Lithium+depakote was also better than lithium alone. But because this difference was not "statistically significant," people wrongly go around saying that lithium+depakote was not better than lithium alone. Whoever decided this was the way to teach medical students about statistics should be smacked, because that's not correct. If you look at the probability distributions, there's a really good chance that lithium+depakote really was better than lithium not by chance, though the probability of it being by chance was greater than our beloved alpha of 0.05. And where we agree is that alpha of 0.05 is a very blunt instrument that makes people very stupid if they don't think.

So, there aren't any true paradoxes in these things. We just use these confidence intervals to tell us how much we might trust these results as being something that would happen in an infinite universe of practice. The results are the results. They're never "real" or "unreal". But we may or may not feel like it makes sense to believe that they would apply in another study or in the patient we have in front of us.
 
Anyway, if you buy that ECT is a legitimate treatment.

ECT is the most effective treatment for depression and and mania in my limited experience. I think The problem was that ECT was so effective, that it was established really early the 60s and 70s, before stringent RCTs became the norm in research, and folks recently challenged the FDA for approval before double blinded RCTs became the standard in clinical research, and now there is very little financial incentive from industry to sponsor these studies. But ECT definitively works if you ever get the chance to see it first hand. Here are some pubs to consider.
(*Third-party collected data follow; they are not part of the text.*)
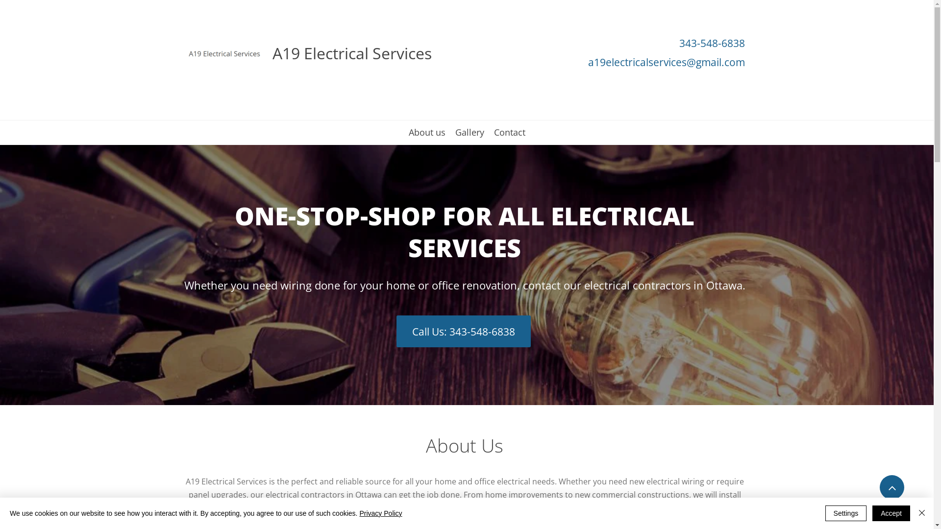  I want to click on Privacy Policy, so click(380, 513).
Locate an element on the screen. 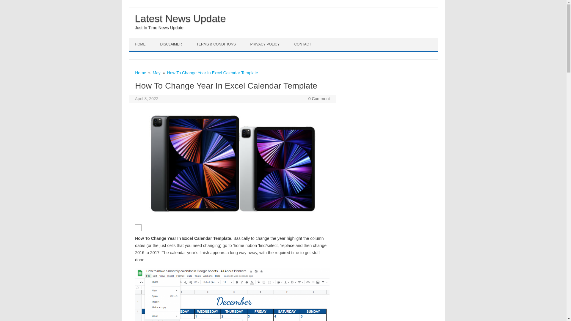  Just In Time News Update is located at coordinates (159, 28).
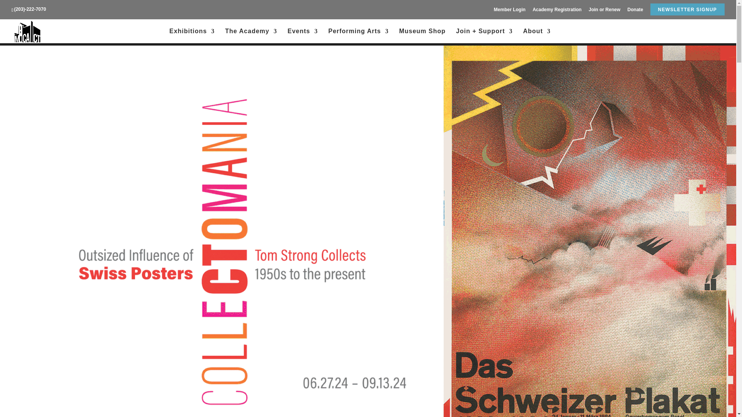 The height and width of the screenshot is (417, 742). Describe the element at coordinates (302, 36) in the screenshot. I see `Events` at that location.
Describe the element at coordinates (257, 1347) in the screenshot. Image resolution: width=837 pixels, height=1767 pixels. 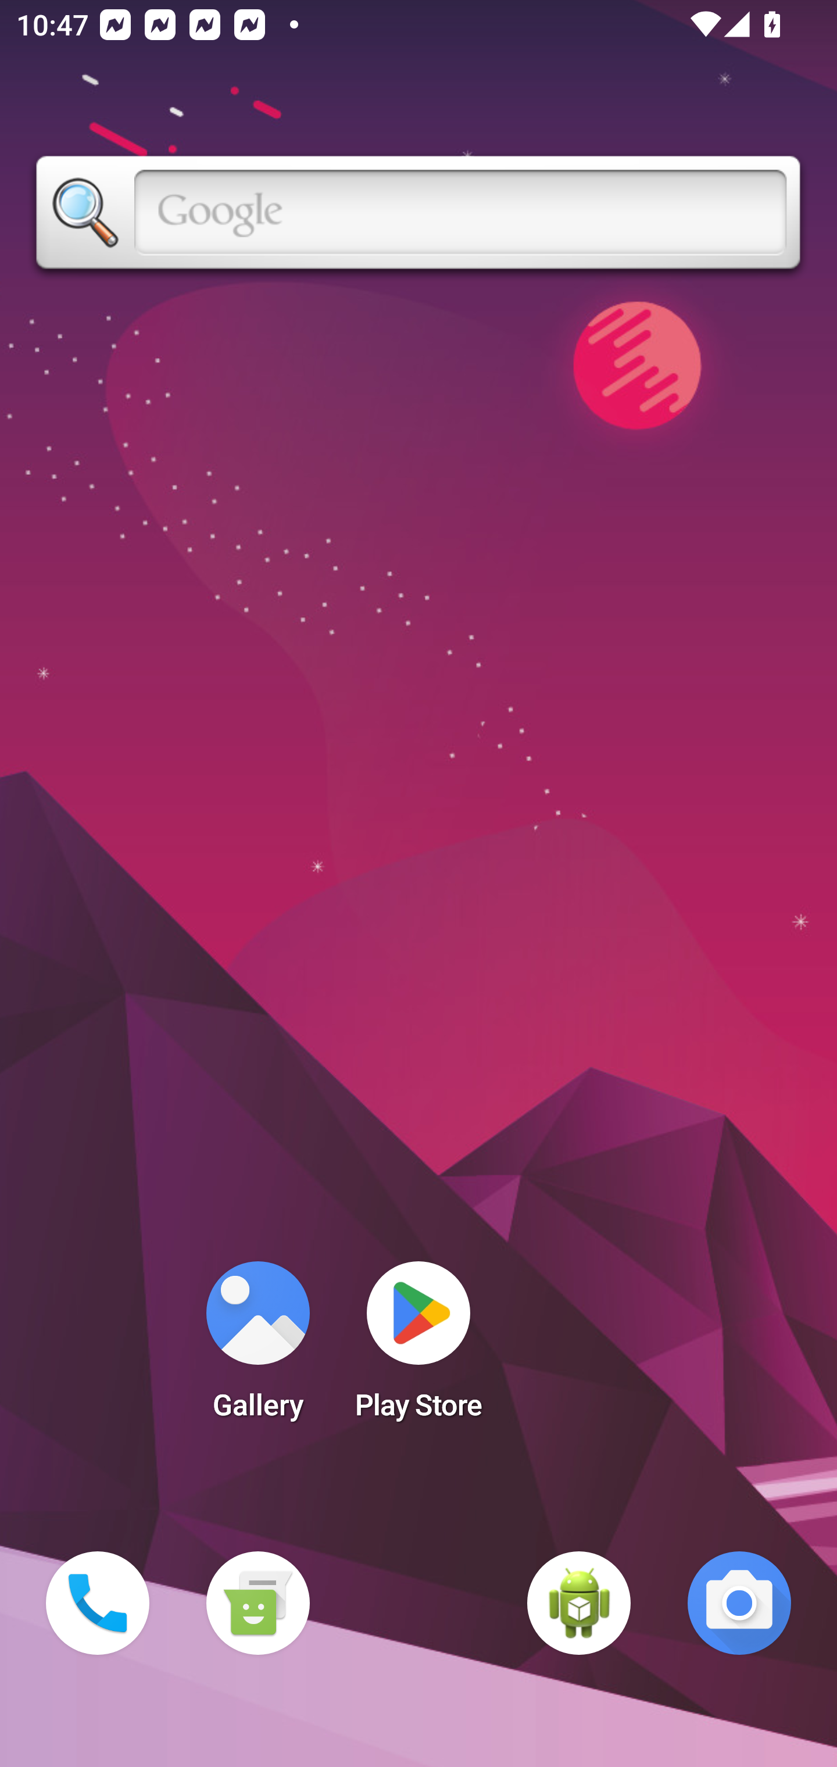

Efficacy of ECT in Depression: A Meta-Analytic Review:
Data analyzed suggest that ECT is a valid therapeutic tool for treatment of depression, including severe and resistant forms.


The efficacy of electroconvulsive therapy and antidepressants in depression.
(PMID:889984)
Avery D, Winokur G
Biological Psychiatry [1977, 12(4):507-523]

Electroconvulsive therapy (ECT), antidepressants, and neither treatment were compared by reviewing 609 hospitalizations for depression from 1959 to 1969. The groups receiving ECT had a significantly (p less than 0.001) greater percentage of patient who had marked improvement or a complete response (49%) than either adequate or inadequate antidepressant therapy groups (27%) or the group which received neither ECT nor antidepressants (25%). If antidepressant failures who require ECT are included in the evaluation, the percentage total improvement with ECT (90%) is significantly (p less than 0.001) greater than the adequate (74%) or inadequate (60%) antidepressant groups, or neither treatment (60%). At the end of 7 weeks of hospitalization, 74% of the ECT group had been discharged, significantly more (p less than 0.001) than the adequate antidepressant group, 54%. Delusional depressed patients responded much mor frequently to ECT.